The changes to conciliation were akin to “the EEOC snatching defeat from the jaws of victory and saying, ‘Let’s tie our own hands,’” Emily Martin, vice president for workplace justice at the National Women’s Law Center, previously told The Nation. In 2015, the Supreme Court unanimously ruled in the EEOC’s favor in Mach Mining LLC v. Equal Employment Opportunity Commission. After the agency sued the company for having never once hired a woman for a mining position, the company fought back by arguing the EEOC hadn’t followed proper procedure in trying to conciliate first, a tactic nearly every employer had come to adopt to delay attempts to hold them accountable for discrimination.
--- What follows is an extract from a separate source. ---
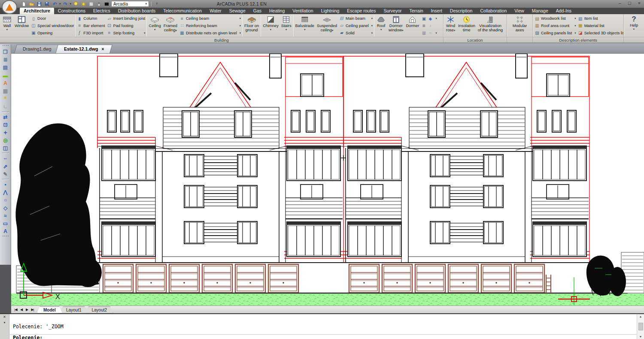  Describe the element at coordinates (5, 60) in the screenshot. I see `layer-manager-icon: ≣` at that location.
The Supreme Court argued, however, that the EEOC doesn’t have to follow any hard and fast rules in the conciliation process, ending those debates.
Yet Dhillon decided to impose hard and fast rules on it anyway. She implemented the changes despite an internal EEOC review of hundreds of failed conciliations finding that the most common reason they didn’t work out was because employers declined to participate or because the parties couldn’t agree on a monetary figure, not because the EEOC wasn’t sharing enough information.
“When workers bring credible claims of discrimination to the EEOC, they deserve a fair process that protects their rights and shields them from retaliation,” Representative Bobby Scott told The Nation in an e-mail. “Unfortunately, the new rule forces the EEOC to abide by a strict formalized process that was previously struck down by the Supreme Court six years ago and would strip the EEOC of the flexibility to act in the best interests of workers. By repealing this rule, Congress will eliminate wasteful litigation that would cause substantial delays or even deny justice for victims of discrimination.”
The conciliation rule change was one of the top reforms to the EEOC pursued by the Chamber of Commerce. Dhillon herself helped found the Retail Litigation Center before joining the EEOC, an organization that sided with Mach Mining and against the EEOC in the 2015 Supreme Court case.
Dhillon said when she took over the agency that she saw litigation as “a last resort.” The impact of her agenda over her tenure was clear: The EEOC filed just 93 lawsuits in 2020, compared to 199 in 2018. When the agency brings fewer cases it leaves victims on the hook to pay to pursue their own case or to simply give up. It also sends a signal to employers that they are more likely to get away with allowing discrimination to happen.
Some of the changes Dhillon made have been relatively easy to reverse. Democratic EEOC chair Burrows has already ended the conciliation pilot program and another one that Dhillon instituted that made changes to the pre-investigation mediation process. But doing away with the permanent conciliation rule required congressional intervention. Now Murry and Scott are using the tools available to them to do just that.
“This unfair, anti-worker rule was designed to tip the scales in favor of employers when workers try to make sure their rights on the job are enforced. There’s absolutely no reason it should stay on the books,” Senator Murray told The Nation in an e-mail. “We’ve got momentum on our side to restore a fair process where workers can be heard, and that’s what we’re going to do.”
Bryce CovertTwitterBryce Covert is a contributing writer at The Nation and was a 2023 Reporter in Residence at Omidyar Network.